En route to their destination Diana and Dodi dined on caviar and lobster Thermidor. The mist lifted and they went up on deck, the soundtrack from the recent film The English Patient playing over the yacht’s sound system. “Have you seen the film?” Diana asked stewardess Debbie Gribble, who was serving them coffee and drinks. Gribble said she hadn’t “Well, you’ll cry when you do. I howled.” The sea was calm and they danced when the music segued into a series of Frank Sinatra songs. Later Gribble saw them kiss passionately, “But they still went back to their separate cabins.”
Although Sardinia is the second largest island after Sicily in the Mediterranean, thirty years earlier it was home only to fishermen in the villages along its coastline and bandits in the craggy mountains that constitute the greater part of the island. Since then, Karim Aga Khan and a syndicate had developed the north-east corner of the island into one of the most luxurious resorts in the world. It was called the Costa Smeralda (Emerald Coast) because it was edged by the sparkling green waters of the Tyrrhenian Sea. Porto Cervo, its sophisticated new harbour, was filled with some of the handsomest yachts that sailed the Mediterranean.

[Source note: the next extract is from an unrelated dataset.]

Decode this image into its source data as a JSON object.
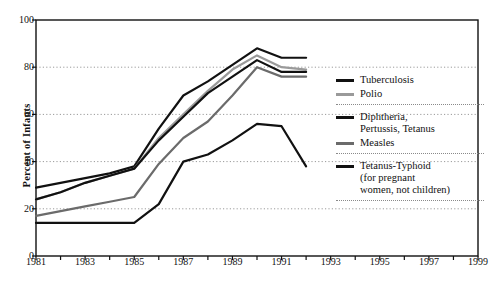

The Jonikal remained a little further out at sea than the other vessels. Diana was completely relaxed. She and Dodi swam and sunbathed the next day. That night they shared Dodi’s cabin, breakfasted in his suite and made calls from their mobile telephones, Diana to the boys and Rosa Monckton. By now she was confident of her feelings and wanting to let the world know. On their last day, photographers appeared in small craft in the waters around Porto Cervo and shot pictures of the couple as they drove one of the Jonikal’s speedboats to the beach on Corsica where they were photographed strolling hand in hand.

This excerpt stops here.